Europe’s Best Wine Destinations 2025: Rioja, Piedmont, Tuscany Ranked

Time Out’s Liv Kelly ranks Europe’s top wine regions for 2025—Rioja, Piedmont, Tuscany and more—using cost, weather and awards to guide your vineyard escape.

If your idea of a perfect weekend includes sunshine, a cellar tour, and a glass with your name on it, 2025 might be the year to turn that daydream into a vineyard mini-break. Time Out Worldwide’s Travel Writer Liv Kelly spotlighted a new study from QuoteZone that ranks Europe’s best wine destinations by affordability, weather, and accolades—and yes, it’s as fun as it sounds.

In the top slot, Rioja takes a victory lap. As Kelly notes,

“Rioja sits top of the rack.” — Liv Kelly, Time Out Worldwide

Hard to argue. The region has 2,000 years of wine history, some 600 wineries, and a sprawling 65,000 hectares of vines. It’s also award-laden, topping both the Decanter World Wine Awards and the World’s Best Vineyards last year—basically the wine equivalent of winning MVP and Rookie of the Year in the same season.

Weather matters when your itinerary is 80% grapes and 20% naps. Rioja’s low chance of rain—thanks to mountain shielding from the Atlantic and the Med—means fewer soggy tastings and more patio pours. And here’s the kicker: it won on value too. Average costs swing friendly, with bottles around £22 and winery tours near £19. Kelly even calls out the budget-friendliness:

“It’s also super reasonably priced.” — Liv Kelly, Time Out Worldwide

By comparison, Bordeaux clocks in at roughly £34.36 per bottle and £15.20 for a tour—so your splurge may be better spent on a long lunch or an extra tasting flight.

Here’s the full European top 10 from the study:

  1. Rioja, Spain
  2. Piedmont, Italy
  3. Tuscany, Italy
  4. Bordeaux, France
  5. Douro Valley, Portugal
  6. Rhone Valley, France
  7. Champagne, France
  8. Burgundy, France
  9. Tokaj, Hungary
  10. Mosel, Germany

Let’s unpack the lineup like a well-packed weekender:

Piedmont and Tuscany sliding into second and third is classic Italy doing classic Italy. Piedmont brings Nebbiolo muscle (Barolo, Barbaresco) with truffle-scented swagger and a slower, contemplative pace—think alpine light and long dinners. Tuscany is your Sangiovese playground with rolling hills, cypress lines, and enough agriturismo charm to make you consider moving there “just for the harvest.”

Bordeaux and Burgundy are the old-guard heavyweights: Bordeaux’s left/right bank politics, barrel regimens, and châteaux tours offer an education as much as a tasting; Burgundy’s terroir map reads like poetry written in limestone. Both are unforgettable—just budget for it. Champagne? Sparkling temples, chalk caves, and dosage debates: the place where you learn why pop is about pressure and patience. The Rhone gives you Syrah and Grenache in expressions that swing from peppery and precise to plush and sun-drenched. Douro Valley brings terraces that defy gravity and a river that begs for a boat day—dry reds with schist backbone and ports to cap the evening.
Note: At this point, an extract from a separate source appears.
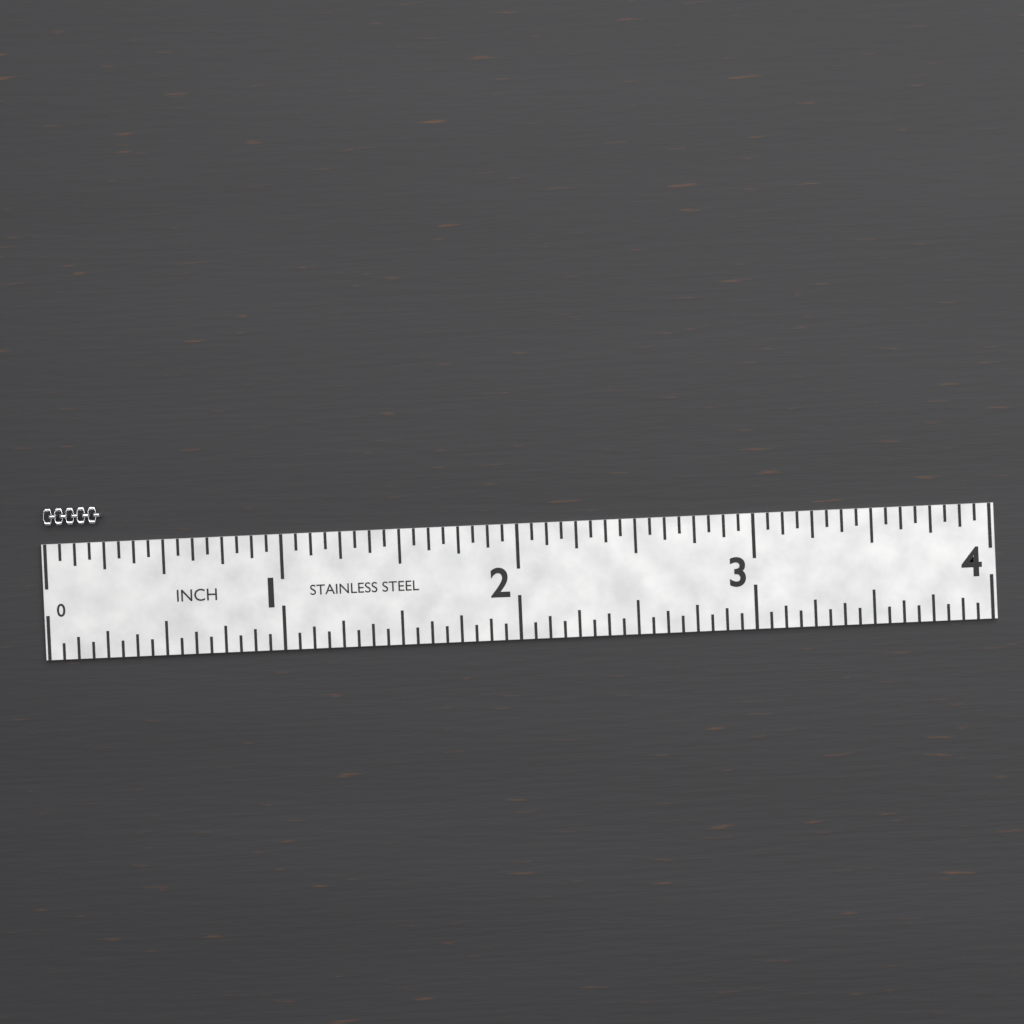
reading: 0.2500 in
Tokaj and Mosel are the sleepers that seasoned wine travelers whisper about. Tokaj’s volcanic soils and botrytized magic (plus increasingly stellar dry Furmint) deserve more vacation days. Mosel’s slate slopes look impossible until you taste how that impossibility translates into electric Riesling.

How to turn this ranking into a trip plan:

  • Timing: Shoulder seasons (late spring or early fall) mean kinder crowds and better room rates. In Rioja, the dry climate is your friend—pack sunglasses, not umbrellas.
  • Budget strategy: If Bordeaux bottles push the budget, offset with a tour-focused day; in Rioja, consider upgrading to a premium tasting without breaking the bank.
  • Logistics: Book major estates ahead. Smaller producers often offer more intimate tastings—your best stories tend to come from those cellars.
  • Balance: One “big name” estate, one family-run producer, then a long lunch. Repeat. If wine regions were surf breaks, aim for a mix: iconic point, hidden reef, sunset cruiser.

And because we love a good benchmark, the study’s blend of price, weather, and awards is a practical way to choose where to go next. It’s not gospel—more like a compass that points toward where your money and vacation days perform best. If you’re Rioja-curious, consider a route through Haro and Laguardia for range: old-school bodegas, contemporary architecture, and tapas that somehow make you forget dinner’s still to come.

Bottom line: Europe’s wine map is stacked, and 2025’s ranking confirms what we already suspected—the sweet spot is where sunshine, smart prices, and serious wine intersect. Pack light, sip heavy (responsibly), and remember the golden rule of vineyard travel: leave time for the view.

Original article by Liv Kelly for Time Out Worldwide.